_Exercise description_
Repeat verbatim what the listing holds, but not its pictures.
----------
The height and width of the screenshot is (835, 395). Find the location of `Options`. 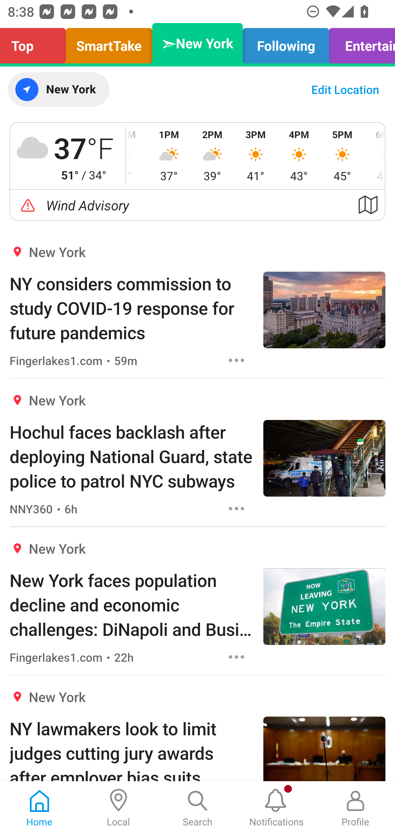

Options is located at coordinates (237, 508).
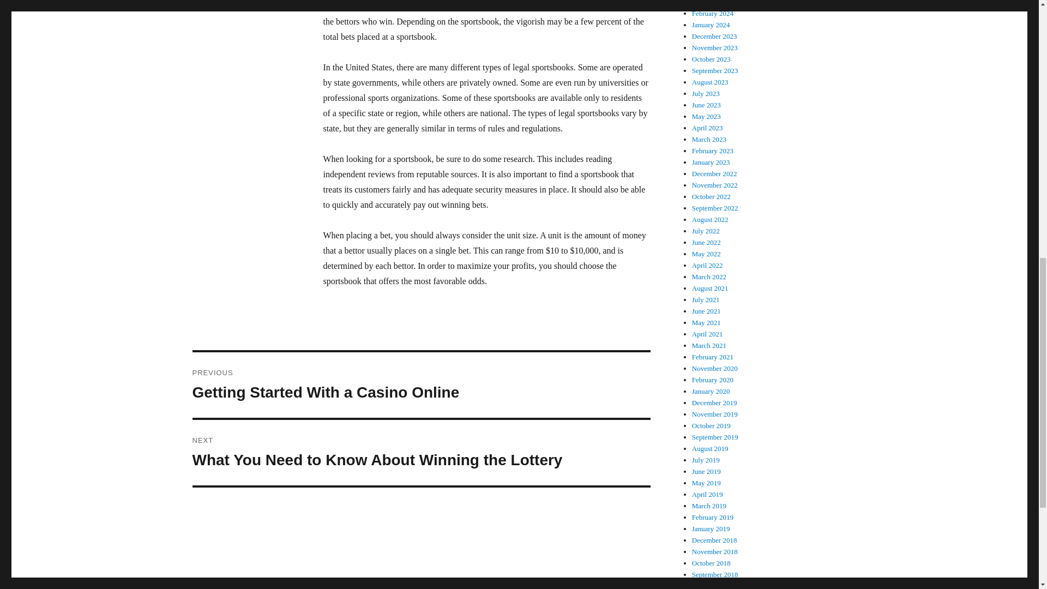  Describe the element at coordinates (709, 140) in the screenshot. I see `March 2023` at that location.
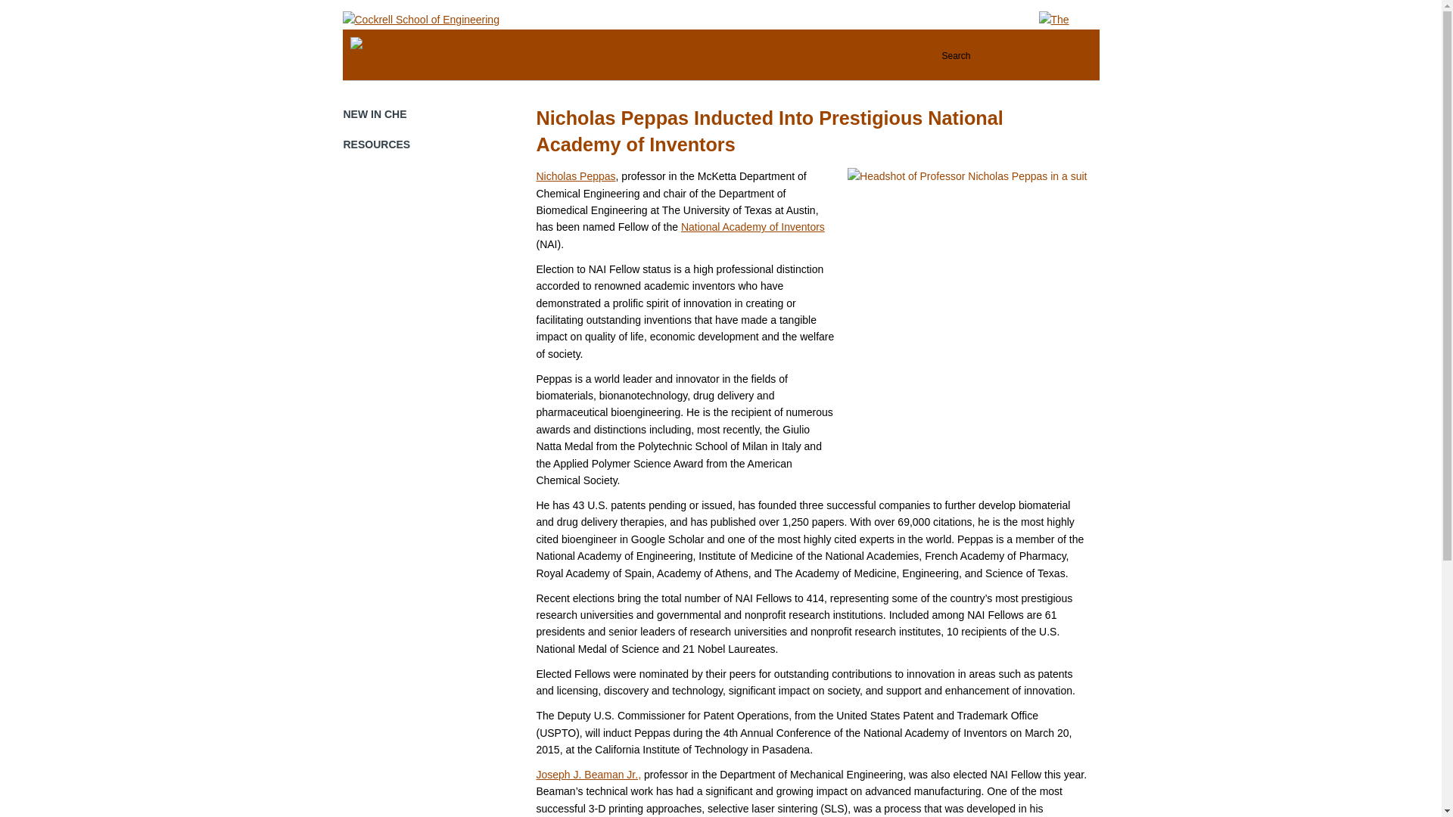 The height and width of the screenshot is (817, 1453). What do you see at coordinates (575, 176) in the screenshot?
I see `Nicholas Peppas` at bounding box center [575, 176].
----------
_Solution to the exercise_
The height and width of the screenshot is (835, 395). Find the location of `Options`. 

Options is located at coordinates (237, 508).
  Describe the element at coordinates (709, 140) in the screenshot. I see `March 2023` at that location.
 The height and width of the screenshot is (817, 1453). What do you see at coordinates (575, 176) in the screenshot?
I see `Nicholas Peppas` at bounding box center [575, 176].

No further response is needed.